She amassed a great deal of knowledge about sicknesses and poisons such as strychnine and ricin that she often featured in her novels. Their bewilderment and personal sorrows affected her deeply. During WWI Agatha worked as a nurse, tending to the ill and injured, many who were displaced Belgians. On 24 December 1914, at the age of twenty-four, Christie married Royal Flying Corps pilot Archie Christie, with whom she would have a daughter, Rosalind (1919-2004). Having long been encouraged by her mother to write, Agatha continued to write there while also studying music (which became a life-long love), singing, and piano. While she received no formal education, her mother and then governesses taught her at home to read before she entered finishing school in Paris, France in 1906. The family attended All Saint’s Church where Agatha was baptised.

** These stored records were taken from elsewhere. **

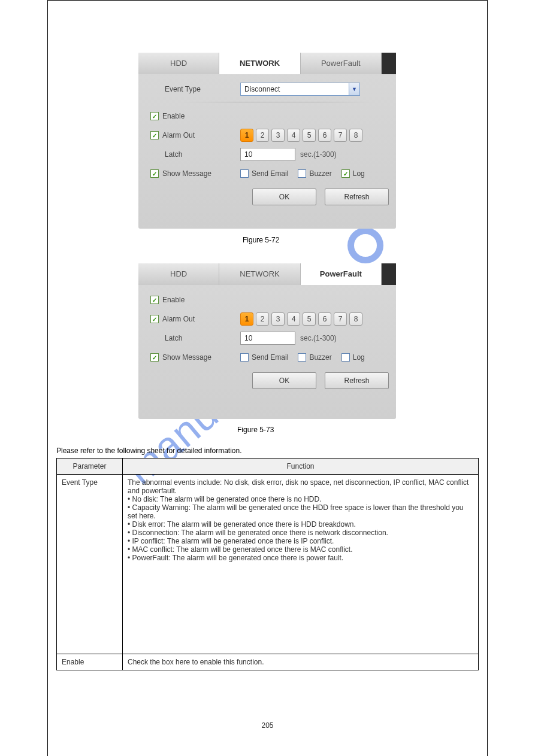 This screenshot has width=535, height=756. What do you see at coordinates (300, 89) in the screenshot?
I see `event-type-select: Disconnect ▼` at bounding box center [300, 89].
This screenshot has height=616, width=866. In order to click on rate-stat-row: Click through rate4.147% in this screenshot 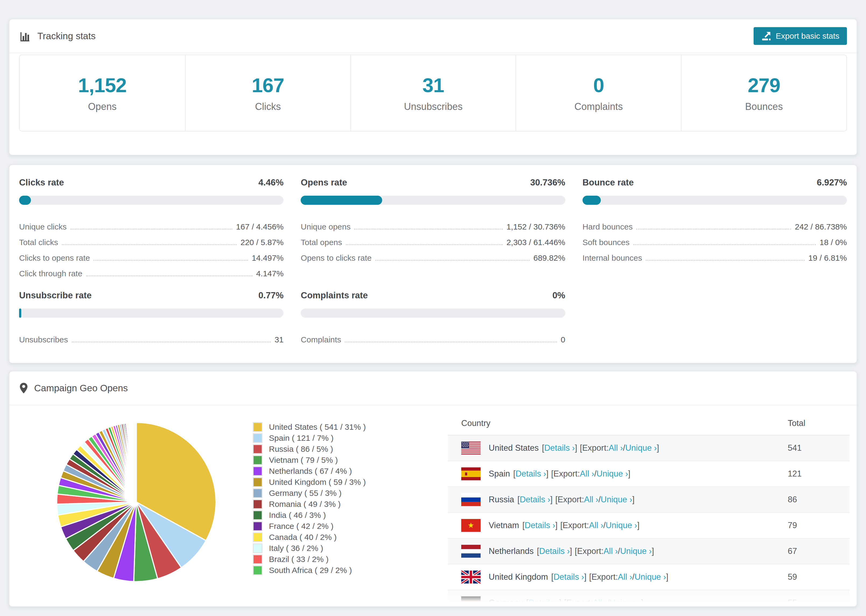, I will do `click(151, 271)`.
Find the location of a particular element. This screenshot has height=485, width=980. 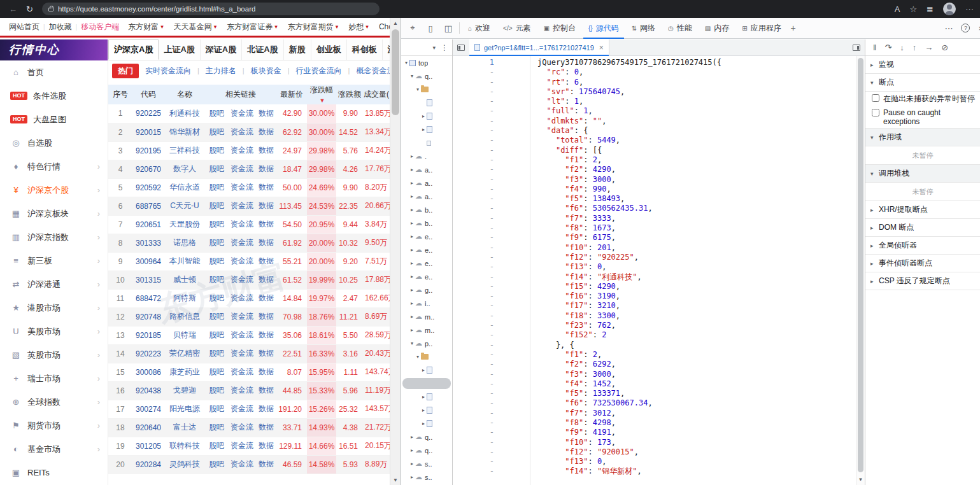

market-tab: 沪深通 is located at coordinates (386, 50).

The shy and sensitive Agatha, who was very close to her mother, had an older sister, Margaret ‘Madge’ (1879-1950) and brother Louis ‘Monty’ Montant (1880-1929). As well as a writer of crime mysteries, she also read stories for BBC Radio, wrote non-fiction, romances, plays, and poetry.īorn in the family home Ashfield in Torquay, Devon, England on 15 September 1890, Agatha Mary Clarissa Miller was the youngest of the three children born to Clarissa ‘Clara’ Margaret née Boehmer (1855-1926) and American Frederick Alvah Miller (1846-1901), who died when Agatha was just ten years old. They have been translated to dozens of languages, inspired numerous other authors’ works, and have been adapted to radio, the stage, and film. 10) to her last, Sleeping Murder (1976), Christie enjoyed a career that spanned over fifty years and her works have now sold into the billions. It is ‘up to them’-as you say over here.” (Poirot, Ch.

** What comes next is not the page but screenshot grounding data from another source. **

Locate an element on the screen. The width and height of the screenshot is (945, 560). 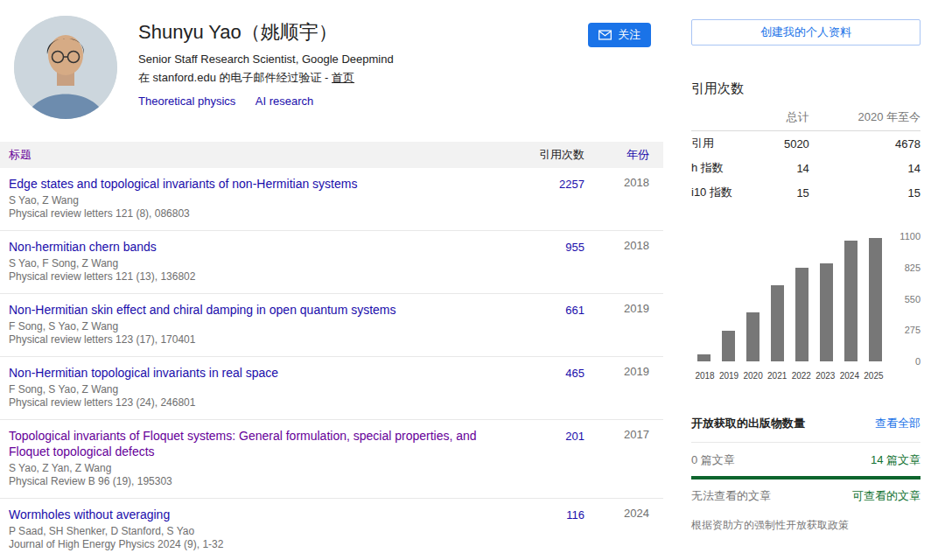
open-access-unavailable-label: 无法查看的文章 is located at coordinates (732, 496).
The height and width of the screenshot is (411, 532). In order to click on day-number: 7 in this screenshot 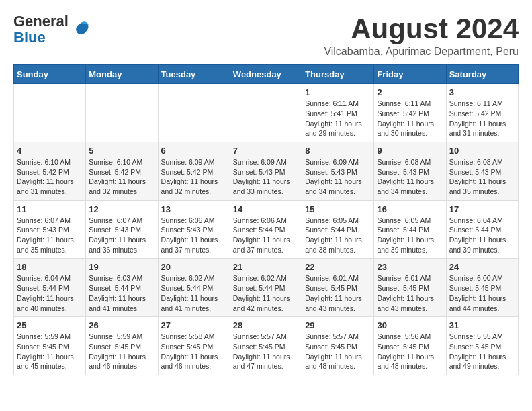, I will do `click(266, 150)`.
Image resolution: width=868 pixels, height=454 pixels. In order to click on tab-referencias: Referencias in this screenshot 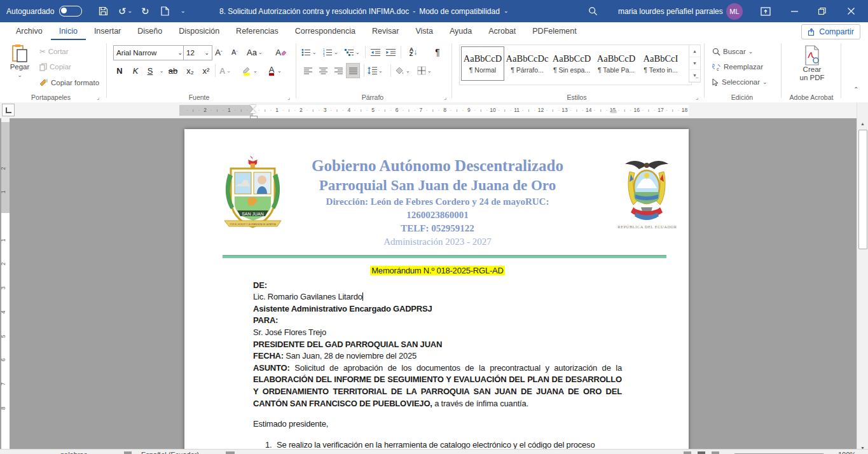, I will do `click(257, 32)`.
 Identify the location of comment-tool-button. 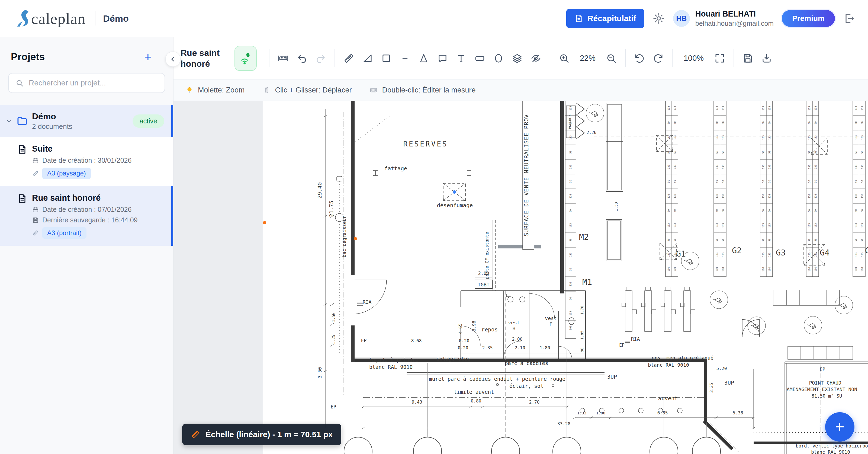
(442, 58).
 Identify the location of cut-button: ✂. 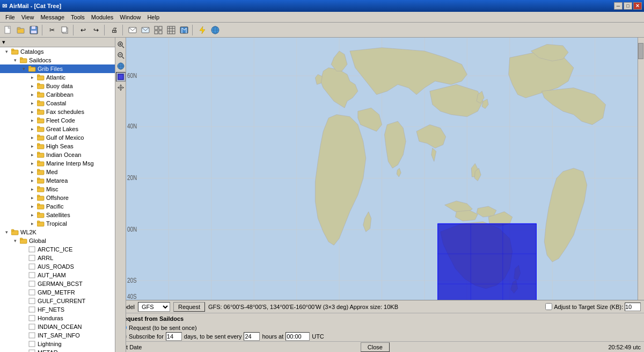
(52, 30).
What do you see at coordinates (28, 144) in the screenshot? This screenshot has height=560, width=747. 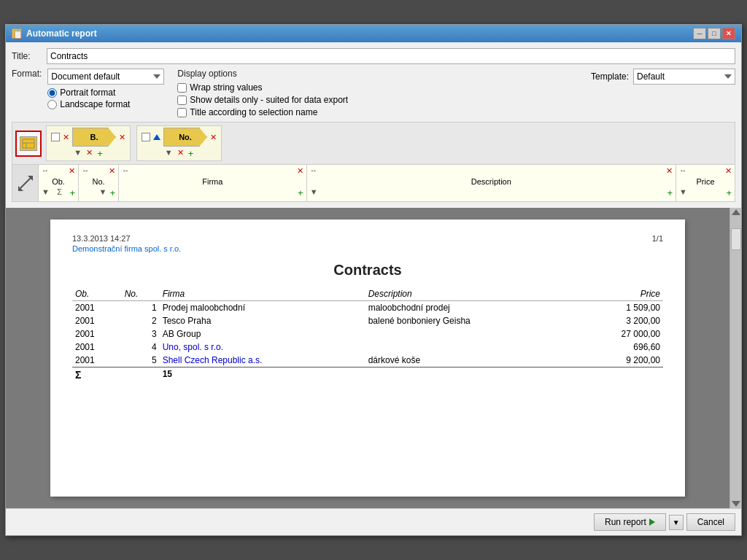 I see `group-tool-button` at bounding box center [28, 144].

From her first novel The Mysterious Affair at Styles (1920) “This affair must all be unravelled from within.” He tapped his forehead. Some of Christie’s best-known works are The ABC Murders (1936), And Then There Were None (1945), The Mousetrap (longest ever running stage play in London, first performed in 1952), Hickory Dickory Dock (1955), Witness for the Prosecution (1957), Murder on the Orient Express (1974), and Death on the Nile (1978). The Mysterious Affair at Styles ( 1920)Īka A Holiday for Murder / Murder for ChristmasĪka An Overdose of Death / The Patriotic Murdersģ3.“The young people think the old people are fools, but the old people know the young people are fools.”

As well, she wrote four non-fiction books including an autobiography and an entertaining account of the many expeditions she shared with her archaeologist husband, Sir Max Mallowan.ġ. Both have been widely dramatized in feature films and made-for-TV movies.Īgatha Christie also wrote romantic novels under the pseudonym Mary Westmacott. Two of the characters she created, the brilliant little Belgian Hercule Poirot and the irrepressible and relentless Miss Marple, went on to become world-famous detectives. Her writing career spanned more than half a century, during which she wrote 80 novels and short story collections, as well as 14 plays, one of which, The Mousetrap, is the longest-running play in history. She is the most widely published author of all time in any language, outsold only by the Bible and Shakespeare.

Her books have sold over a billion copies in the English language and another billion in 44 foreign languages. Agatha Christie is the world's best-known mystery writer.